Inspired by this post https://www.fromthebottomoftheheap.net/2014/05/15/identifying-periods-of-change-with-gams/, I’m trying to identify periods of change in a GAM model, using bayesian inference.

However, I find that my choice of epsilon (the delta difference between two points), is very sensitive to the resulting confidence intervals. If I choose a really small epsilon, which is what we should want and do, my intervals of the associated first derivative blow up. If this epsilon is bigger, the intervals are narrower.

I’m using the method of finite differences , where we estimate the trend at two points very close to each other, and calculate the difference between those two points to estimate the slope.

I’m clearly missing out on something while calculating the derivatives.

library(dplyr)
library(magrittr)
library(ggplot2)
library(brms)
library(mgcv)

set.seed(08242019)
dta <- mgcv::gamSim(eg = 4, n = 200, scale = 2)


mod <- brms::brm(
  y ~ s(x2, by = fac), data = dta, 
  chains = 4,
    cores = 4,
    prior = c(
      prior(student_t(3, 0, 1), class = sigma),
      prior(student_t(3, 0, 1), class = sds),
      prior(student_t(3, 0, 1), class = b),
      prior(student_t(3, 0, 5), class = Intercept)
))


epsilon <- 0.1

first <- expand.grid(x2 = seq(0, 0.99, length = 4000),
                    fac = c('1', '2','3'))

second <- expand.grid(x2 = seq(0 + epsilon, 0.99 + epsilon, length = 4000),
                    fac = c('1', '2','3'))

## get predictions
first_preds <- posterior_predict(mod, newdata = first, summary = FALSE)
second_preds <- posterior_predict(mod, newdata = second, summary = FALSE)

## calcualte the difference of the predictions  
diff <- (second_preds - first_preds)/epsilon

## using the posterior samples, we calculate the mean and lower and upper quantiles  
mean_finite_diff <- apply(diff, MARGIN = 2,FUN = mean)
lower_finite_diff <- apply(diff, MARGIN = 2,FUN = quantile, prob = 0.025)
upper_finite_diff <- apply(diff, MARGIN = 2,FUN = quantile, prob = 0.975)

data.frame(mean_finite_diff) %>%
  cbind(lower_finite_diff) %>%
  cbind(upper_finite_diff) %>%
  cbind(first) %>%
  ggplot(.,aes(x2, mean_finite_diff, group  = fac)) + geom_smooth(aes(color = fac), se = FALSE) + geom_ribbon(aes(ymin = lower_finite_diff, 
                                                                                                                  ymax = upper_finite_diff), alpha = 0.05)

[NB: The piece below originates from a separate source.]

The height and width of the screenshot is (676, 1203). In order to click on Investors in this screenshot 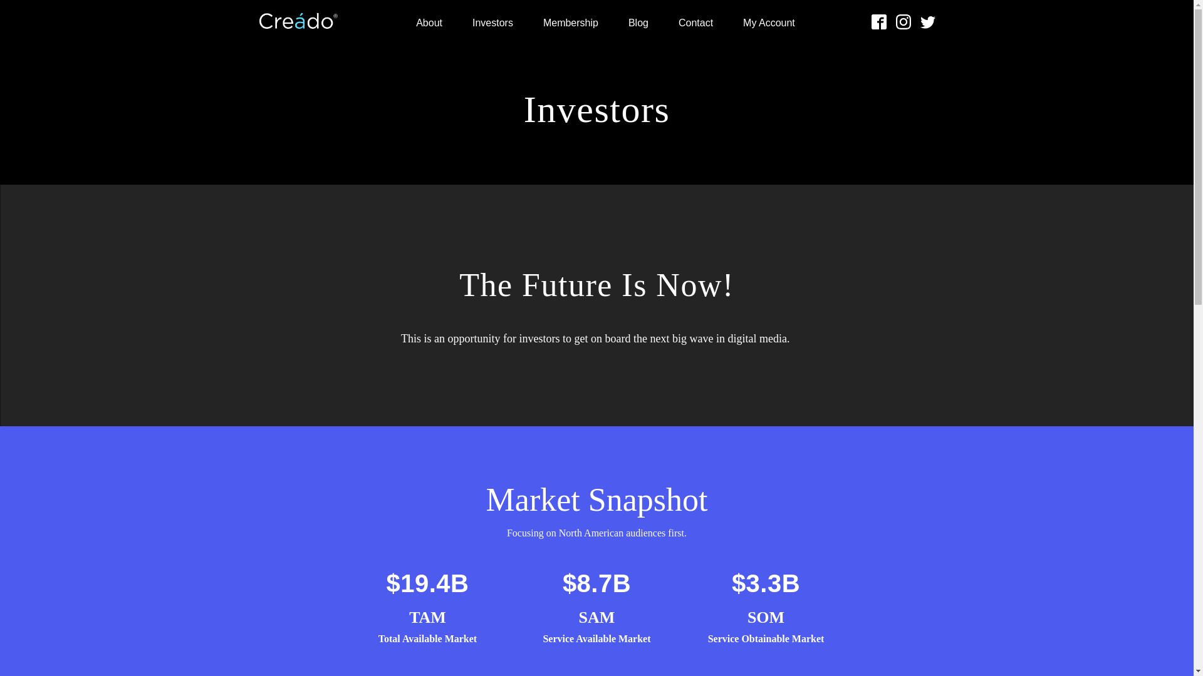, I will do `click(492, 21)`.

However, when you decrease the epsilon,

epsilon <- 0.0001

first <- expand.grid(x2 = seq(0, 0.99, length = 4000),
                    fac = c('1', '2','3'))

#second <- expand.grid(x2 = seq(0 + epsilon, 0.99 + epsilon, length = 4000),
 #                   fac = c('1', '2','3'))


second <- first %>%
          mutate(x2 = x2 + epsilon)

## get predictions
first_preds <- posterior_predict(mod, newdata = first, summary = FALSE)
second_preds <- posterior_predict(mod, newdata = second, summary = FALSE)

## calcualte the difference of the predictions  
diff <- (second_preds - first_preds)/epsilon

## using the posterior samples, we calculate the mean and lower and upper quantiles  
mean_finite_diff <- apply(diff, MARGIN = 2,FUN = mean)
lower_finite_diff <- apply(diff, MARGIN = 2,FUN = quantile, prob = 0.025)
upper_finite_diff <- apply(diff, MARGIN = 2,FUN = quantile, prob = 0.975)


## plot

data.frame(mean_finite_diff) %>%
  cbind(lower_finite_diff) %>%
  cbind(upper_finite_diff) %>%
  cbind(first) %>%
  ggplot(.,aes(x2, mean_finite_diff, group  = fac)) + geom_smooth(aes(color = fac), se = FALSE) + geom_ribbon(aes(ymin = lower_finite_diff, 
                                                                                                                  ymax = upper_finite_diff), alpha = 0.05)

Ideally we want a lower epsilon to get a better approximation of the derivative. But why do the uncertainty intervals blow up?

1 Like

I’m not a 100% sure why, but the solution is just to use posterior_linpred instead. I still don’t understand though, why the choice of epsilon would be sensitive to the sampling variance in posterior_predict.